07.21.08
Mistaken identity and twenty years ago…
MISTAKEN IDENTITY:
Yesterday, Chaz and I went to WalMart. That in and of itself isn’t a big deal.
However, it’s what happened there that is the real story. But first, a little background:
Chaz is a widower, having lost his wife some three years or so ago to cancer. He has made no secret of the fact that she was the love of his life. When he talks about her, which isn’t often, he speaks with kindness, with admiration, with love. She is someone that I would have liked as a friend, and Chaz has told me that she would’ve liked me.
So I shouldn’t have been surprised when this happened at WalMart…
I was looking for sunscreen to put on my face to keep it from getting sunburned in these hot temperatures (I’m also prone to rosacea on my face, and exposure to sunlight doesn’t help that either). Chaz went to find someone to help me out. When we found the sunscreen we were looking for, Chaz was talking to the WalMart gal, and I was freaking out over the fact that these little tubes of sunscreen were in the neighborhood of $10! The cheaper ones were on the other side of the display, and Chaz called me over there. However, he called me by one of his late wife’s nicknames.
This is the first time in the 4 months we’ve known each other that this has happened, and I didn’t even get upset. In fact, it piqued my curiosity. Since the WalMart gal was still talking to Chaz, I waited until she left to ask him if he called me what I think he called me.
“Did you call me [late wife's nickname]?”
“Yeah,” he said. “I wasn’t thinking.”
“Was that one of your pet names for her?”
“Yes,” he replied.
Then he apologized for the mix up.
I told him it was okay, that I understood.
I was warmed by the fact that he had let his guard down enough to make the error. He is a very intensely private man, and even with me, he keeps a tight lid on his emotions. So something as significant as his forgetting, just for the briefest of moments, that I’m me and not her, tells me a lot about him.
And her.
She was a very lucky lady, and, I think she knew it, too.
=====
TWENTY YEARS AGO:
Not that I sit around all day thinking about things from my past, but I did think of this…
Twenty years ago this summer, we lived in Augusta, Georgia.
We (me, Jon, Daniel and Jeff) had moved there the previous February when Jon got stationed at the Navy Detachment at Fort Gordon. I was 24 years old at the time.
We left California, where Jon and I both grew up, not knowing that we’d never live there again. He hasn’t been back since then. I went back a few times to visit my parents, attend my sister’s wedding, and in October of 1999, my father’s funeral. Since then, my mother has moved here to Oklahoma, so there is really no reason to go back. Not even for things like high school reunions.
Though I wish I was able to go to see my friend Cynthia once more before she passed away this past June 29th.
I’ve lived in several states since I left “Sunny Southern California”, and I think I’m going to be in Oklahoma a while. It’s too expensive to live where I grew up in Orange County (don’t you DARE call it “The O.C.”!) anyway. I miss what it was when I was growing up. Now progress has taken over and nothing is the same.
But, I’ll always have my memories of what it was. Back in the day…
That’s all from where I sit on the Big Blue Couch.
07.19.08
I’d give almost anything to take the sadness out of his eyes
I try to do just that whenever we talk or see each other, and I have no idea if I’m even close.
Those eyes… that’s what initially attracted me to him. Dark, soulful, and seemingly… so very sad.
That smile… when he does smile, it makes me smile. Brings me joy. It’s why I keep the one picture I have of him. That smile.
I’d give almost anything… to make a difference.
That’s all from where I sit on the Big Blue Couch.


(PROMPT) For the listing below, give the number of lines in which "axis" occurs. Add nothing.

(DATA TO USE)
━━━━━━━━

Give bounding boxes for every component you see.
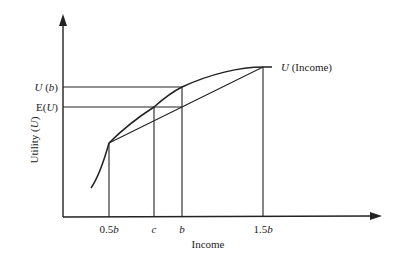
y-axis-arrow-icon: [59, 14, 67, 26]
x-tick-b: b: [179, 223, 185, 235]
diagram-canvas: U (Income) U (b) E(U) Utility (U) 0.5b c…: [0, 0, 395, 260]
y-tick-ub: U (b): [34, 81, 58, 94]
x-axis-label: Income: [192, 238, 225, 250]
utility-diagram: U (Income) U (b) E(U) Utility (U) 0.5b c…: [0, 0, 395, 260]
x-tick-05b: 0.5b: [99, 223, 119, 235]
x-tick-15b: 1.5b: [253, 223, 273, 235]
curve-label: U (Income): [281, 61, 332, 74]
y-axis-label: Utility (U): [28, 116, 41, 163]
expected-utility-chord: [109, 67, 263, 143]
y-tick-eu: E(U): [36, 101, 58, 114]
x-tick-c: c: [152, 223, 157, 235]
x-axis-arrow-icon: [370, 212, 382, 220]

━━━━━━━━

(RESPONSE TO THE EXERCISE) 4